Fairbanks House
The Fairbanks House at 511 East Street, dates from the mid 17th century and is thought to be North America’s oldest surviving timber frame house. It was built around 1637 for Jonathan Fairbanks (Fiarbanke, Fairbanck, Fairebanke or Fayerbanke) (born 1594 – died 5 December 1668), his wife Grace (nee Lee) and their six children. They were an English family from Heptonstall, Yorkshire who had emigrated to the Boston in 1633. It was handed down as a home through eight generations of the Fairbanks family and is now a museum.
On 14 April 2011 an article entitled ‘Footsteps when no one is there, the ghostly laughter of children… Is America’s oldest house haunted?’ in the Daily Mail stated;
Today the house is a museum, but it could very well one of the most haunted houses in America.
Justin Schlesinger, one of the museum directors whose ancestors built the property, said: ‘There’s always been weird things happening in the house, from the doorbell going off a million times to flashlights never working.’
He added that there are sometimes footsteps heard on the stairs when no one is there. Also, a newly-installed alarm system went off every night for several weeks with the alarm company unable to offer an explanation.
If there are such things as ghosts, he said, ‘this would be the logical place for them to be.’
For decades now, throngs of visitors from all over the world, from school children to distinguished architects, have toured the house, entranced by its authenticity.
Over the centuries, there must have been some deaths in the house, museum business manager Lee Ann Hodson said.
There’s even been a shocking murder. In 1801, one of the Fairbanks sons, Jason, was convicted in the killing of his girlfriend, Elizabeth Fales, in a nearby pasture. She had apparently spurned his marriage proposal.
He was hanged from the gallows on Dedham Common in one of the most sensational murder cases of the time.
On a whim last year, Mr Schlesinger, 25, asked a ghost-hunting group, The Atlantic Paranormal Society, or TAPS, to come in and see what they might find.
He spent a a night in the house with the TAPS investigators.
‘We heard footsteps in the beginning,’ he said. ‘Up where the children used to sleep.’
The TAPS group made audio recordings all night in an effort to detect anything out of the ordinary.
They told him after reviewing the tapes that they did record some sounds.
‘They thought it was kids, because they got some laughter on the recordings.’
Schlesinger admitted that he didn’t get much sleep that night while the group camped out on sleeping bags in the house’s tiny parlor, especially when his cell phone went off in the middle of the night and began playing organ music.
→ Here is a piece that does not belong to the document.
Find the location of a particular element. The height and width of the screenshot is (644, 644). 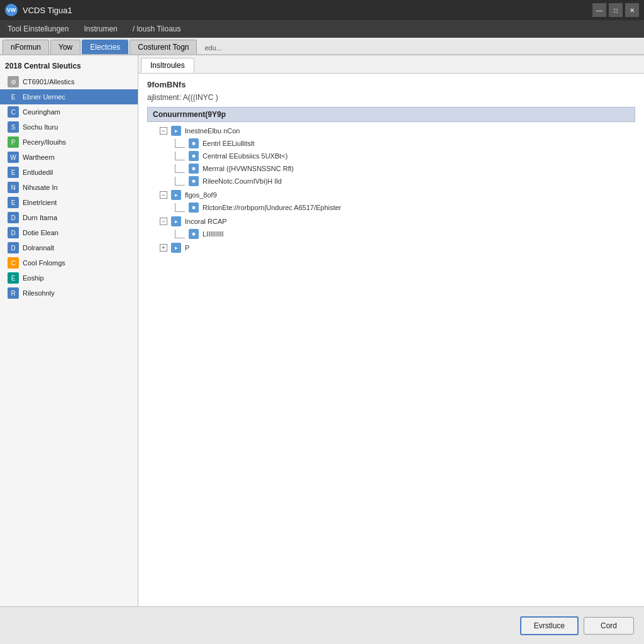

sidebar-item-7: N Nihusate In is located at coordinates (69, 187).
‘I don’t know if scared is the right word,’ he said.’Maybe startled or confused.’
The ghost hunters told him not to worry, that if there were spirits in the house, they were likely his own family and wouldn’t harm him, thebostonchannel.com reports.
He said the TAPS team told him spirits like to ‘mess with electronics,’ which might explain why tourists’ cameras often stop working as well.
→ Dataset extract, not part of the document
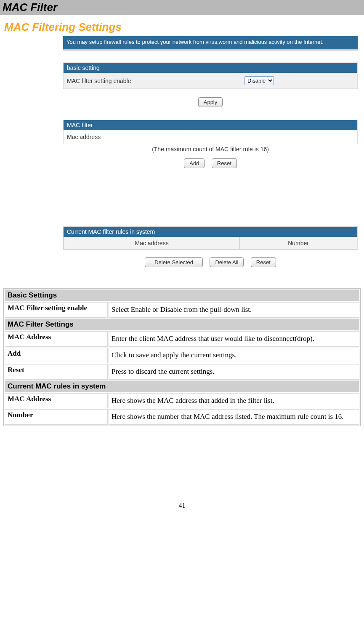 Image resolution: width=364 pixels, height=627 pixels. I want to click on doc-desc-enable: Select Enable or Disable from the pull-d…, so click(234, 310).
‘There is so much history living in this house,’ he said.
The TAPS group returned last weekend for a second round of testing armed with their electro-magnetic field detectors and audio recorders.
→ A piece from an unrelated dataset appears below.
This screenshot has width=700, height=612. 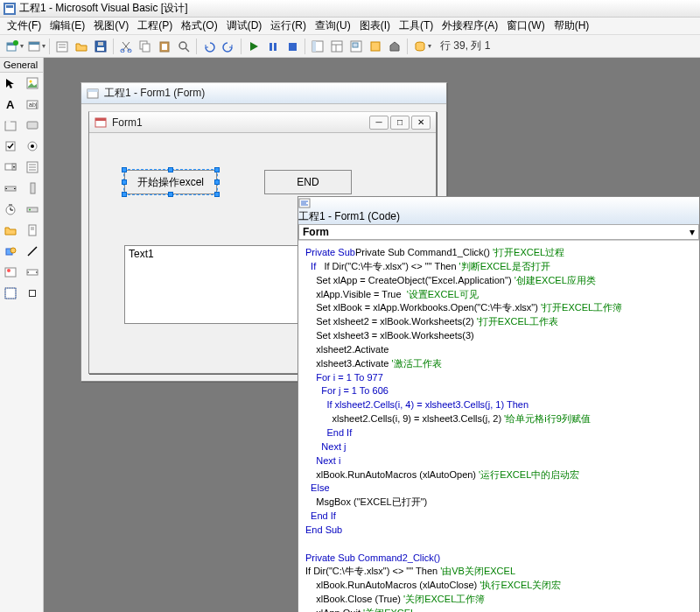 I want to click on copy-button, so click(x=145, y=46).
Team leader Traci Boiselle, 38, described the outing as ‘awesome.’
‘This time, the house had a very different feeling,’ she said. ‘We had lots of knocking and moving sounds.’
‘My take is that definitely there is some paranormal activity in the house,’ she added.
But Lesley Haine, one of the house’s tour guides who was raised in Dedham, said that while it’s hard to keep flashlights working there, she’s never personally noticed anything too odd.
‘If there are spirits out there, they are good spirits,’ she said.